FY14 | FY13 | FY12 | |
---|---|---|---|
Number of employees | |||
– Permanent | 1 594 | 1 570 | 1 582 |
– Contractors | 189 | 182 | 137 |
Total | 1 783 | 1 752 | 1 719 |
Operational | |||
Volumes milled (000t) | 548 | 611 | 557 |
Gold produced (kg) | 2 335 | 3 228 | 2 663 |
Gold produced (oz) | 75 072 | 103 782 | 85 618 |
Grade (g/t) | 4.26 | 5.28 | 4.78 |
Productivity (g/TEC) | 125.78 | 173.77 | 146.19 |
Development results | |||
Total metres (excl. capital metres) | 2 881 | 3 303 | 2 861 |
Reef metres | 1 079 | 947 | 1 252 |
Capital metres | 993 | 1 271 | 195 |
Financial | |||
Revenue (Rm) | 995 | 1 452 | 1 124 |
Average gold price received (R/kg) | 430 929 | 454 880 | 419 677 |
Production profit/(loss) (Rm) | 327 | 798 | 559 |
Capital expenditure (Rm) | 145 | 160 | 84 |
Cash operating cost (R/kg) | 294 493 | 206 737 | 208 807 |
All-in sustaining cost (R/kg) | 338 957 | 252 342 | 247 814 |
Safety | |||
No of fatalities | 2 | 2 | 0 |
Lost-time injury frequency rate per million hours worked | 3.25 | 2.42 | 1.77 |
Environmental | |||
Electricity consumption (GWh) | 103 | 105 | 103 |
Water consumption – primary activities (ML) | 498 | 654 | 1 007 |
greenhouse gas emissions (000t CO2e) | 102 | 104 | 102 |
Intensity data per tonne treated | |||
– energy | 0.19 | 0.17 | 0.18 |
– water | 0.91 | 1.07 | 1.81 |
– greenhouse gas emissions | 0.19 | 0.17 | 0.18 |
Number of reportable environmental incidents | 0 | 0 | 0 |
Community | |||
Local economic development (Rm) | 3 | 7 | 3 |
Training and development (Rm) | 10.6 | 7.8 | 6.6 |
A trying year resulted in production declining by more than a quarter.

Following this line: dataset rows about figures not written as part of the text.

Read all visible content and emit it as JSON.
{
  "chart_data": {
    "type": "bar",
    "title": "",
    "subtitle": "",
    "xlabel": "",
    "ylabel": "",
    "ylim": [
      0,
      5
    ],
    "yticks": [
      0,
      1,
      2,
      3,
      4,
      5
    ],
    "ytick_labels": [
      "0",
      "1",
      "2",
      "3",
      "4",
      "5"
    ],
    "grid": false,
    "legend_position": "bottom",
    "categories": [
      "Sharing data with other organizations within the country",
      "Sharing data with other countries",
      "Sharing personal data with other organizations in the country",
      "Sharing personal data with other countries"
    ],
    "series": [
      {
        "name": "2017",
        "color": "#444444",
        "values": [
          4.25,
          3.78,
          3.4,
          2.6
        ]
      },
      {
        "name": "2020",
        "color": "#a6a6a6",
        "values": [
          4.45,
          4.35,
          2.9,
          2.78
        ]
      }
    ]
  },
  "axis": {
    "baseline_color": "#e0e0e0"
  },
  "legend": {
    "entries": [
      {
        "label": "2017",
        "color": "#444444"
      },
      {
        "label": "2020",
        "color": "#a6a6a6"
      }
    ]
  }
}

Occasional work stoppages, a blasting fatality and various infrastructural malfunctions including flooding of the shaft bottom negatively affected production and development. Remedial action was taken to address these and normal operations have resumed.

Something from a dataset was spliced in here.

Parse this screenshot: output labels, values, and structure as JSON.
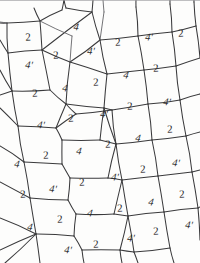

The focus of operations is on maintaining mining grades. During the third quarter an agreement was reached with Sibanye Gold Limited (Sibanye) to exchange two sections of Joel for two sections of Sibanye’s Beatrix mine. The sections involved are best and moreprofitably owned by their new managers and will provide additional reserves in the short term. In addition, Joel has acquired a further two sections from Beatrix and, in exchange, will pay Beatrix a royalty of 3% of the value of gold extracted.
Joel’s future operating life will be determined by the successful completion of the decline shaft system.
Despite operating at its optimum, the limited capacity of the North shaft, used for hoisting ore, remains a bottleneck for Joel in terms of throughput.